The probability of collision had briefly reached 1.3 percent, but SpaceX stated that the threshold for a maneuver being required had never been reached, and that the miss distance had become much greater even without any maneuvers. The SpaceX automatic collision avoidance system was disabled to allow the OneWeb satellite to conduct an avoidance maneuver.

OneWeb was founded in 2012 by Greg Wyler and launched its first satellites in February 2019. After failing to raise enough capital from investors, OneWeb filed for Chapter 11 bankruptcy in May 2020, laying off most of its employees but retaining the ability to control existing satellites in orbit. In the summer of 2020, the UK Government and Bharti Airtel won a bid to purchase the company, and in November, OneWeb emerged from bankruptcy.

The Soyuz-2.1b launch vehicle for OneWeb Flight 6 is rolled to the launch pad – via Roscosmos

The UK Government had floated the idea of using the OneWeb constellation as a replacement for the Galileo navigation constellation, which Britain can no longer use as a result of exiting the European Union. However, these satellites had not been designed for that purpose and the constellation will now be built up to accomplish its original purpose of bringing broadband to areas without service, including rural parts of Britain.

The OneWeb constellation, Starlink, Amazon’s Project Kuiper, and other low Earth orbiting constellations promise to revolutionize broadband communications and other areas including meteorology and remote sensing.
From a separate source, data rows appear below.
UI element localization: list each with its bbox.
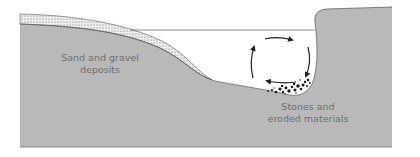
deposit-label-line2: deposits (80, 64, 120, 75)
erosion-label-line1: Stones and (281, 101, 334, 112)
deposit-label-line1: Sand and gravel (61, 52, 139, 63)
river-cross-section-diagram: Sand and gravel deposits Stones and erod… (0, 0, 420, 157)
erosion-label-line2: eroded materials (268, 113, 349, 124)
However, the number of satellites in these constellations has raised concerns for collisions in orbit that could jeopardize other spacecraft, as well as concerns about the night sky and astronomical observations being affected.

As more launches like OneWeb Flight 6 lift off, more places around the world will get broadband communications capability, while the 18th Space Control Squadron and other interested parties keep a watch on the crowded skies in Earth orbit.